Archive for 2010

POLITICS AND PARENTING: “Obama was never seriously criticized for running—hard—for public office, often while holding down yet another public office, while his girls were little. People assume this is what male politicians do. . . . So there is clearly a double standard if Sarah Palin is to be called out for outsourcing some parenting responsibility even as she assembles her kids on stage. I don’t think there is any question that female politicians are judged more harshly for letting their careers create ‘distance’ between them and their children. Conversely, that Todd Palin’s hands-on caregiving could be seen as negative would be like criticizing Michelle Obama for picking up the parenting slack.”

ILYA SOMIN: Errors In Jane Mayer’s New Yorker Article Attacking the Kochs.

The thing to understand is, this article isn’t about the Kochs at all. It’s about preparing a narrative for the New Yorker’s readers about why Obama has failed. It’s not because they were rubes who voted for an underprepared, under-skilled candidate who then proceeded to alienate the electorate. It’s because Obama was beaten by a right-wing billionaires’ conspiracy so vast as to defy understanding. That’s all. Relax, New Yorker readers. No need to feel bad about yourself for being overwhelmed with hope-and-change fever and voting stupidly. It’s not your fault. It never is!

KITCARS OF YESTERYEAR: The King Midget.

KIDS PROVE THEY’RE MoonBot Masters.

MICHAEL CANNON: “National Journal still describes ObamaCare as ‘reform,’ which I submit compromises objectivity. But this is progress. Kudos to them.”

APPLE TV: Greatly Improved, Still Unfinished. “Netflix, Fox, ABC, $0.99 shows, and streaming from iOS devices: Yes, Apple TV just got desirable. But even with the upgrade, there is much room for improvement. Here is how it could get even better.”

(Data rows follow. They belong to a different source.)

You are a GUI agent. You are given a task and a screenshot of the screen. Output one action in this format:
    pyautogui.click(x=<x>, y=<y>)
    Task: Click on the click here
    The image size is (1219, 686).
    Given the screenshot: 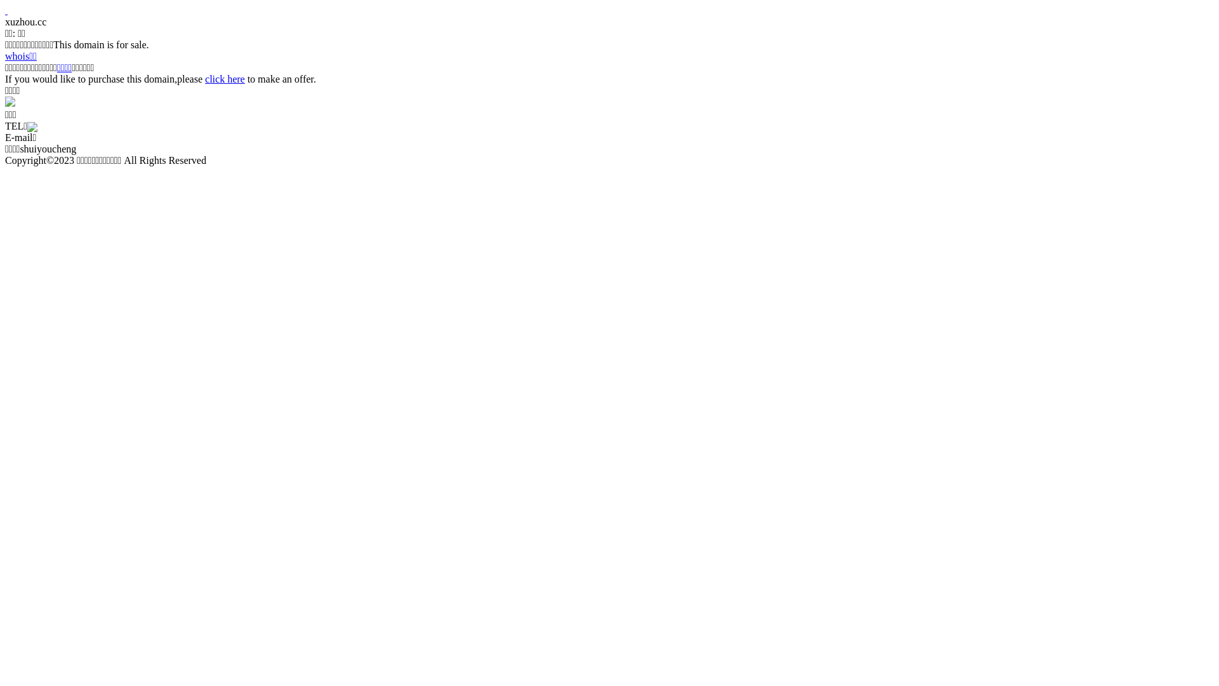 What is the action you would take?
    pyautogui.click(x=225, y=79)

PETER WEHNER: DEFINING RECOVERY DOWN. And down, and down . . . . “For one thing, the so-called underemployment rate, which includes workers who are working part-time but who want full-time work, increased from 16.5 percent to 16.7 percent. During our supposed ‘Recovery Summer,’ we have lost 283,000 jobs (54,000 in June, 171,000 in July, and 54,000 in August). And for August, the employment-population ratio — the percentage of Americans with jobs — was 58.5 percent. We haven’t seen figures this low in nearly three decades.”

REVOLT OF THE BOURGEOIS:

The much-analyzed speeches at the Glenn Beck Lincoln Memorial rally weren’t as notable as what the estimated 300,000 attendees did: follow instructions, listen quietly to hours of speeches, and throw out their trash.

Just as stunning as the tableaux of the massive throngs lining the reflecting pool were the images of the spotless grounds afterward. If someone had told attendees they were expected to mow the grass before they left, surely some of them would have hitched flatbed trailers to their vehicles for the trip to Washington and gladly brought mowers along with them. This was the revolt of the bourgeois, of the responsible, of the orderly, of people profoundly at peace with the traditional mores of American society. The spark that lit the tea-party movement was the rant by CNBC commentator Rick Santelli, who inveighed in early 2009 against an Obama-administration program to subsidize “the losers’ mortgages.” He was speaking for people who hadn’t borrowed beyond their means or tried to get rich quick by flipping houses, for the people who, in their thrift and enterprise, “carry the water instead of drink the water.”

The tea party’s detractors want to paint it as radical, when at bottom it represents the self-reliant, industrious heart of American life.

That’s what some people find so scary.